Presenting the Novice R Materials and Future Plans for the SWC R Community

This post originally appeared on the Software Carpentry website.

Approximately seven months after our initial meeting, the SWC R community has developed the first set of R lessons for use both in workshops and for self-directed learning from the SWC website. These novice R lessons are a translation of the current novice Python lessons.

Translating these lessons was a big effort. Many thanks are due to both the major contributions made by Sarah Supp, Diego Barneche, and Gavin Simpson, as well as the contributions made by Carl Boettiger, Josh Ainsley, Daniel Chen, Bernhard Konrad, and Jeff Hollister (please let me know if I missed your contribution/review).

On language-agnostic lesson sets

The current set of novice R lessons fulfill the vision described in a summary of a meeting back in October 2012:

There is a general belief that SWC should be "language agnostic" and primarily teach the computing skills that transcend individual programming languages.

In general, the R-based workshops should reuse as much material as possible from the existing curriculum and contribute language-agnostic improvements and new lessons back to the "main" Python-based lesson set.

Dan Braithwaite and I recently taught these lessons at a workshop for novice biologists, and it went very well. Even though we weren't able to get through the entire lesson on command-line programs, it was very satisfying to see all the lightbulbs go off as they made the connection between the commands they were running in the shell the day before and the R code they wrote the second day (if you're interested, see this thread for more details on how the workshop went).

While focusing on language-agnostic principles enables us to cover lots of big ideas that are the core of Software Carpentry's mission like modular programming and automation, this means sacrificing the discussion of many important R-specific features. This has disappointed some R instructors. The dissenting view can be summarized by some recent posts to the r-discuss mailing list:

Dirk Eddelbuettel wrote (post):

Should we not play to R's strength, rather than to another languages's weaknesses?
And Gavin Simpson added (post):
We seem to be compromising R and an R-like approach just to maintain compatibility with the python lessons.

Thus we have two opposing philosophies. One wants to focus solely on the principles that transcend programming languages; while the other wants to teach the best practices through a more idiomatic approach.

A call for proposals

We set out about seven months ago to create a set of lessons that would be developed, maintained, and used by everyone in the Software Carpentry community who is teaching R. Having built these lessons, I now question whether that was the right goal.

First, while it was an accomplishment to finally have novice R lessons on the SWC website, the work of translating the materials ended up being done by only a few people, and only a few instructors have actually taught these materials in their workshops. Second, there is now another option for running R-based workshops, Data Carpentry. Thus, the common debate on how much we should focus on programming best practices versus data analysis skills has been somewhat solved: a Software Carpentry workshop should focus on programming best practices and a Data Carpentry workshop should focus on data anaylsis skills.

Third, in the wider SWC community, we are currently in the process of overhauling just about everything. The plan is to split up the bc repo, which will result in a new template for workshop websites and a new template for lesson material. One of the motivations for this effort is that instructors want the flexibility to add domain-specific data and introduce topics in an order that makes the most sense to them.

So instead of upfront trying to democratically choose a compromised solution for R-based workshops, let's try a more distributed approach. Any SWC R instructor can propose a new set of lessons and recruit other interested instructors to help create them. Once the lessons are finished, they can be submitted for official approval to be taught in Software Carpentry and/or Data Carpentry workshops (this approval process is also under development). With this approach, each set of R lessons will be maintained in proportion to the number of instructors interested in teaching them.

If you have an idea for a new set of R lessons, please send your proposal to the r-discuss mailing list. You should include a basic outline of your approach and what you intend to cover. For an example, please check out Scott Ritchie's blog post where he outlines his idea for a set of R lessons. In addition to describing your approach, it would be useful to include the answers to the following questions:

  • How much time will it take to teach the lessons?
  • Are the lessons intended for Software Carpentry, Data Carpentry, or both?
  • How can other instructors help? Do you need others to help create and/or review the lessons?
  • What learners are you targeting? Novice, intermediate, advanced? A specific discipline?

Hopefully this approach will lead to multiple sets of R lessons available for use in our workshops. I look forward to seeing the new proposals!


◆ **Task to carry out**
The full set of records needs to be retyped exactly.

◆ **Dataset**

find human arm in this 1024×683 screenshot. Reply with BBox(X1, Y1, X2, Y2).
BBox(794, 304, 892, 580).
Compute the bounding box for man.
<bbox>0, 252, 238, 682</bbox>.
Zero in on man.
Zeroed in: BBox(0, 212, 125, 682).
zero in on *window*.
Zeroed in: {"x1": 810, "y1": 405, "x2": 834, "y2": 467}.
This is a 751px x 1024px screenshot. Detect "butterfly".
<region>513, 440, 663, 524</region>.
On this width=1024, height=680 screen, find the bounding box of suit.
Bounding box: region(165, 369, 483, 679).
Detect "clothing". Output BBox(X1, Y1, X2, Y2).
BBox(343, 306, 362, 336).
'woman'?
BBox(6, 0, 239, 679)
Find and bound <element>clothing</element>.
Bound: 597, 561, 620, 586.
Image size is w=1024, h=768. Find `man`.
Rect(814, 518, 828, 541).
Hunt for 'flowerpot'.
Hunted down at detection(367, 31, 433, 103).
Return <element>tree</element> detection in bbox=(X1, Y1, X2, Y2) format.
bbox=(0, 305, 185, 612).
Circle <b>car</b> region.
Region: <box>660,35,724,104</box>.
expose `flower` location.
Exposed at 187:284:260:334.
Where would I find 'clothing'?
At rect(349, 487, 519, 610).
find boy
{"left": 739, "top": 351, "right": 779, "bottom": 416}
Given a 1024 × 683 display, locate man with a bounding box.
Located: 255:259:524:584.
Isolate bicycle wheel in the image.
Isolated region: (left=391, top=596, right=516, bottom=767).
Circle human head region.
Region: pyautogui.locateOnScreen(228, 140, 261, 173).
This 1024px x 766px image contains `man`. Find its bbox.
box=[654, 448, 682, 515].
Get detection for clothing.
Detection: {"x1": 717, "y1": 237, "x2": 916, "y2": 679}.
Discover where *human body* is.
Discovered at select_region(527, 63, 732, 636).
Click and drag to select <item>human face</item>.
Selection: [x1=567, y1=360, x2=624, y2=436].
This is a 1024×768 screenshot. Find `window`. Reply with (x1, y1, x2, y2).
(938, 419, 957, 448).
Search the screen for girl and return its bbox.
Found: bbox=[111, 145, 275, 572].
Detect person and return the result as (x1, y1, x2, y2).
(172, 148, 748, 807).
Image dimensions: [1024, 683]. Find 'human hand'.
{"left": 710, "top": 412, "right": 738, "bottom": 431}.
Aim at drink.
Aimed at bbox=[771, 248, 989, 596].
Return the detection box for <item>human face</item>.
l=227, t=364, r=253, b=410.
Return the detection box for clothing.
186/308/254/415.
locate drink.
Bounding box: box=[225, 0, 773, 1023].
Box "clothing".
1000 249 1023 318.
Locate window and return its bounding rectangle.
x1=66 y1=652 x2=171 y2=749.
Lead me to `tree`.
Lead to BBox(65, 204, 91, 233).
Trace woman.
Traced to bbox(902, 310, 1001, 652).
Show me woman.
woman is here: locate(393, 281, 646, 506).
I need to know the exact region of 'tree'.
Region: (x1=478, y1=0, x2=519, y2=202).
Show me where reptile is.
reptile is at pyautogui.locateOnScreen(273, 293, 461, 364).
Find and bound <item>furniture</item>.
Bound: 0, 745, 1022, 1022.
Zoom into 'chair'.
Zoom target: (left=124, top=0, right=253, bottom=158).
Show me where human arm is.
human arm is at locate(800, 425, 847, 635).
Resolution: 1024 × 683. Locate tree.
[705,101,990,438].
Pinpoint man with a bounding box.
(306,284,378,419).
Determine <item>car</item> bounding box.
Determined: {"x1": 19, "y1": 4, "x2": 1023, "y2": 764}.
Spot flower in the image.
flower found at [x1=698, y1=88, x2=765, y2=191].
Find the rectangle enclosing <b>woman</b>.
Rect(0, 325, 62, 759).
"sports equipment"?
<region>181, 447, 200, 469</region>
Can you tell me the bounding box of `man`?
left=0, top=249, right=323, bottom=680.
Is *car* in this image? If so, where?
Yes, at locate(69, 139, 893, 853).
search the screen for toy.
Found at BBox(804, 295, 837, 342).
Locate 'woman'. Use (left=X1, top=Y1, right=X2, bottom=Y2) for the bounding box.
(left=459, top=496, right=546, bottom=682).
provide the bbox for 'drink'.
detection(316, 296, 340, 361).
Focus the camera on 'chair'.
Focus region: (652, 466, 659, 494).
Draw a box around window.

◆ **Exercise solution**
find human arm in this 1024×683 screenshot. Reply with BBox(X1, Y1, X2, Y2).
BBox(794, 304, 892, 580).
Compute the bounding box for man.
<bbox>0, 252, 238, 682</bbox>.
Zero in on man.
Zeroed in: BBox(0, 212, 125, 682).
zero in on *window*.
Zeroed in: {"x1": 810, "y1": 405, "x2": 834, "y2": 467}.
This is a 751px x 1024px screenshot. Detect "butterfly".
<region>513, 440, 663, 524</region>.
On this width=1024, height=680 screen, find the bounding box of suit.
Bounding box: region(165, 369, 483, 679).
Detect "clothing". Output BBox(X1, Y1, X2, Y2).
BBox(343, 306, 362, 336).
'woman'?
BBox(6, 0, 239, 679)
Find and bound <element>clothing</element>.
Bound: 597, 561, 620, 586.
Image size is w=1024, h=768. Find `man`.
Rect(814, 518, 828, 541).
Hunt for 'flowerpot'.
Hunted down at detection(367, 31, 433, 103).
Return <element>tree</element> detection in bbox=(X1, Y1, X2, Y2) format.
bbox=(0, 305, 185, 612).
Circle <b>car</b> region.
Region: <box>660,35,724,104</box>.
expose `flower` location.
Exposed at 187:284:260:334.
Where would I find 'clothing'?
At rect(349, 487, 519, 610).
find boy
{"left": 739, "top": 351, "right": 779, "bottom": 416}
Given a 1024 × 683 display, locate man with a bounding box.
Located: 255:259:524:584.
Isolate bicycle wheel in the image.
Isolated region: (left=391, top=596, right=516, bottom=767).
Circle human head region.
Region: pyautogui.locateOnScreen(228, 140, 261, 173).
This 1024px x 766px image contains `man`. Find its bbox.
box=[654, 448, 682, 515].
Get detection for clothing.
Detection: {"x1": 717, "y1": 237, "x2": 916, "y2": 679}.
Discover where *human body* is.
Discovered at select_region(527, 63, 732, 636).
Click and drag to select <item>human face</item>.
Selection: [x1=567, y1=360, x2=624, y2=436].
This is a 1024×768 screenshot. Find `window`. Reply with (x1, y1, x2, y2).
(938, 419, 957, 448).
Search the screen for girl and return its bbox.
Found: bbox=[111, 145, 275, 572].
Detect person and return the result as (x1, y1, x2, y2).
(172, 148, 748, 807).
Image dimensions: [1024, 683]. Find 'human hand'.
{"left": 710, "top": 412, "right": 738, "bottom": 431}.
Aim at drink.
Aimed at bbox=[771, 248, 989, 596].
Return the detection box for <item>human face</item>.
l=227, t=364, r=253, b=410.
Return the detection box for clothing.
186/308/254/415.
locate drink.
Bounding box: box=[225, 0, 773, 1023].
Box "clothing".
1000 249 1023 318.
Locate window and return its bounding rectangle.
x1=66 y1=652 x2=171 y2=749.
Lead me to `tree`.
Lead to BBox(65, 204, 91, 233).
Trace woman.
Traced to bbox(902, 310, 1001, 652).
Show me woman.
woman is here: locate(393, 281, 646, 506).
I need to know the exact region of 'tree'.
Region: (x1=478, y1=0, x2=519, y2=202).
Show me where reptile is.
reptile is at pyautogui.locateOnScreen(273, 293, 461, 364).
Find and bound <item>furniture</item>.
Bound: 0, 745, 1022, 1022.
Zoom into 'chair'.
Zoom target: (left=124, top=0, right=253, bottom=158).
Show me where human arm is.
human arm is at locate(800, 425, 847, 635).
Resolution: 1024 × 683. Locate tree.
[705,101,990,438].
Pinpoint man with a bounding box.
(306,284,378,419).
Determine <item>car</item> bounding box.
Determined: {"x1": 19, "y1": 4, "x2": 1023, "y2": 764}.
Spot flower in the image.
flower found at [x1=698, y1=88, x2=765, y2=191].
Find the rectangle enclosing <b>woman</b>.
Rect(0, 325, 62, 759).
"sports equipment"?
<region>181, 447, 200, 469</region>
Can you tell me the bounding box of `man`?
left=0, top=249, right=323, bottom=680.
Is *car* in this image? If so, where?
Yes, at locate(69, 139, 893, 853).
search the screen for toy.
Found at BBox(804, 295, 837, 342).
Locate 'woman'. Use (left=X1, top=Y1, right=X2, bottom=Y2) for the bounding box.
(left=459, top=496, right=546, bottom=682).
provide the bbox for 'drink'.
detection(316, 296, 340, 361).
Focus the camera on 'chair'.
Focus region: (652, 466, 659, 494).
Draw a box around window.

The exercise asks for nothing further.